Roof anchor inspection is a legal and safety cornerstone for every Toronto high-rise that supports window cleaning, facade work, or any suspended access. The anchors, davit bases, and tie-back points on your roof are life-safety equipment: they are what stands between a technician and a fall. When they are corroded, loose, or undocumented, the risk lands squarely on the building owner and property manager.
Why roof anchor inspection is required
In Ontario, fall-protection anchor systems used for suspended work must be inspected and certified by a professional engineer, and re-inspected on a defined cycle. This is not optional paperwork. Ontario Regulation 213/91 and CSA standards set out load-testing and certification requirements, and WSIB and the Ministry of Labour can halt work on a building whose anchors lack current certification. No reputable rope-access or swing-stage contractor will suspend a worker from an anchor system without valid documentation on file.
What an inspection actually covers
A proper inspection is more than a visual glance. A qualified engineer examines every anchor, davit sleeve, tie-back, and roof-mounted socket for corrosion, cracking, deformation, and secure attachment to the structure. Anchors are load-tested to confirm they still meet rated capacity, connections and welds are checked, and the surrounding roof membrane and blocking are assessed. The result is a stamped report and a labeled, mapped system that crews can rely on.
The Toronto climate factor
Toronto's freeze-thaw cycles, wind loads, and winter road salt are hard on rooftop steel. Water pooling around a base plate, or salt-laden air over years, can quietly corrode an anchor that still looks fine from a distance. Because these components live outdoors and unprotected, regular inspection is the only way to catch degradation before it becomes a failure at the worst possible moment.
Recertification intervals and records
Anchor systems generally require engineer recertification at intervals defined by the manufacturer and the governing standards, commonly every one to several years, with a visual check before each use. Keeping a current certificate, an anchor map, and inspection history on file protects the building legally and keeps your window cleaning and maintenance programs running without interruption.

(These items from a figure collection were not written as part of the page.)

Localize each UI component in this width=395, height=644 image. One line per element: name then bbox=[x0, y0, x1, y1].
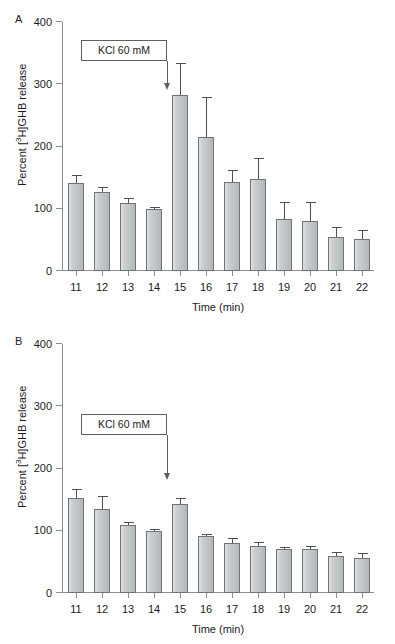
y-axis-tick-label: 300 bbox=[34, 400, 52, 412]
y-axis-tick-label: 400 bbox=[34, 16, 52, 28]
x-axis-tick-label: 18 bbox=[245, 281, 271, 293]
error-bar bbox=[284, 548, 285, 549]
y-axis-tick: 100 bbox=[56, 530, 62, 531]
x-axis-label: Time (min) bbox=[62, 301, 374, 313]
error-bar bbox=[258, 543, 259, 546]
x-axis-tick bbox=[362, 593, 363, 598]
x-axis-tick bbox=[336, 271, 337, 276]
x-axis-tick bbox=[336, 593, 337, 598]
y-axis-tick: 300 bbox=[56, 405, 62, 406]
x-axis-tick bbox=[258, 593, 259, 598]
x-axis-tick-label: 17 bbox=[219, 603, 245, 615]
y-axis-tick: 400 bbox=[56, 21, 62, 22]
bar bbox=[354, 239, 370, 271]
x-axis-tick-label: 20 bbox=[297, 603, 323, 615]
error-bar-cap bbox=[280, 547, 290, 548]
bar bbox=[198, 536, 214, 593]
error-bar bbox=[362, 554, 363, 558]
x-axis-tick-label: 14 bbox=[141, 281, 167, 293]
x-axis-tick-label: 15 bbox=[167, 603, 193, 615]
x-axis-tick bbox=[154, 271, 155, 276]
x-axis-tick bbox=[232, 271, 233, 276]
bar bbox=[146, 209, 162, 271]
error-bar-cap bbox=[98, 187, 108, 188]
bar bbox=[120, 203, 136, 271]
bar bbox=[328, 237, 344, 271]
error-bar-cap bbox=[72, 175, 82, 176]
x-axis-tick bbox=[102, 593, 103, 598]
error-bar bbox=[128, 523, 129, 525]
x-axis-label: Time (min) bbox=[62, 623, 374, 635]
bar bbox=[302, 221, 318, 271]
x-axis-tick bbox=[76, 593, 77, 598]
error-bar bbox=[128, 199, 129, 202]
y-axis-label: Percent [3H]GHB release bbox=[13, 322, 29, 571]
x-axis-tick-label: 11 bbox=[63, 603, 89, 615]
kcl-arrow-head-icon bbox=[164, 83, 170, 90]
error-bar-cap bbox=[72, 489, 82, 490]
y-axis-line bbox=[62, 344, 63, 593]
x-axis-tick bbox=[258, 271, 259, 276]
y-axis-tick: 400 bbox=[56, 343, 62, 344]
error-bar bbox=[310, 547, 311, 549]
x-axis-tick bbox=[180, 271, 181, 276]
x-axis-tick bbox=[128, 271, 129, 276]
x-axis-tick bbox=[284, 593, 285, 598]
error-bar bbox=[336, 553, 337, 557]
x-axis-tick-label: 13 bbox=[115, 281, 141, 293]
error-bar bbox=[206, 98, 207, 137]
error-bar-cap bbox=[254, 542, 264, 543]
bar bbox=[276, 549, 292, 593]
error-bar-cap bbox=[228, 538, 238, 539]
y-axis-tick: 100 bbox=[56, 208, 62, 209]
error-bar bbox=[102, 188, 103, 192]
kcl-annotation-box: KCl 60 mM bbox=[81, 414, 167, 435]
bar bbox=[172, 95, 188, 271]
error-bar bbox=[76, 176, 77, 182]
error-bar-cap bbox=[202, 534, 212, 535]
y-axis-tick: 200 bbox=[56, 146, 62, 147]
y-axis-tick: 0 bbox=[56, 270, 62, 271]
bar bbox=[250, 179, 266, 271]
x-axis-tick-label: 12 bbox=[89, 281, 115, 293]
bar bbox=[224, 543, 240, 593]
panel-b: B Percent [3H]GHB release Time (min) 010… bbox=[0, 322, 395, 644]
x-axis-tick-label: 21 bbox=[323, 603, 349, 615]
error-bar-cap bbox=[124, 198, 134, 199]
error-bar-cap bbox=[150, 529, 160, 530]
y-axis-tick-label: 200 bbox=[34, 462, 52, 474]
error-bar-cap bbox=[254, 158, 264, 159]
x-axis-tick bbox=[362, 271, 363, 276]
x-axis-tick-label: 18 bbox=[245, 603, 271, 615]
y-axis-tick-label: 400 bbox=[34, 338, 52, 350]
x-axis-tick bbox=[102, 271, 103, 276]
y-axis-tick: 200 bbox=[56, 468, 62, 469]
error-bar bbox=[232, 171, 233, 182]
x-axis-tick bbox=[154, 593, 155, 598]
error-bar-cap bbox=[98, 496, 108, 497]
error-bar-cap bbox=[228, 170, 238, 171]
error-bar-cap bbox=[306, 546, 316, 547]
error-bar bbox=[180, 499, 181, 504]
y-axis-tick: 0 bbox=[56, 592, 62, 593]
x-axis-tick-label: 16 bbox=[193, 603, 219, 615]
error-bar bbox=[362, 231, 363, 239]
y-axis-tick-label: 100 bbox=[34, 202, 52, 214]
error-bar-cap bbox=[332, 227, 342, 228]
error-bar bbox=[154, 208, 155, 209]
x-axis-tick-label: 17 bbox=[219, 281, 245, 293]
y-axis-label: Percent [3H]GHB release bbox=[13, 0, 29, 249]
bar bbox=[94, 192, 110, 271]
y-axis-label-text: Percent [3H]GHB release bbox=[14, 385, 28, 507]
y-axis-tick-label: 0 bbox=[46, 265, 52, 277]
x-axis-tick bbox=[310, 593, 311, 598]
error-bar bbox=[206, 535, 207, 536]
plot-area: Time (min) 01002003004001112131415161718… bbox=[62, 22, 374, 271]
x-axis-tick bbox=[206, 593, 207, 598]
error-bar bbox=[284, 203, 285, 220]
x-axis-tick-label: 20 bbox=[297, 281, 323, 293]
x-axis-tick-label: 12 bbox=[89, 603, 115, 615]
bar bbox=[172, 504, 188, 593]
y-axis-tick-label: 300 bbox=[34, 78, 52, 90]
x-axis-tick-label: 13 bbox=[115, 603, 141, 615]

Missing records are one of the most common reasons a project gets delayed.
Protecting workers and the building owner
A single anchor failure can be catastrophic, and liability flows to the property owner who allowed uncertified work. Proactive roof anchor inspection safeguards the technicians who serve your building and shields you from the legal and financial fallout of non-compliance. It is among the highest-value, lowest-cost items on any high-rise maintenance calendar.
Inceptra Building Services coordinates certified roof anchor inspection and compliant suspended access for Toronto high-rises. We are fully insured and WSIB-compliant. Request a free quote.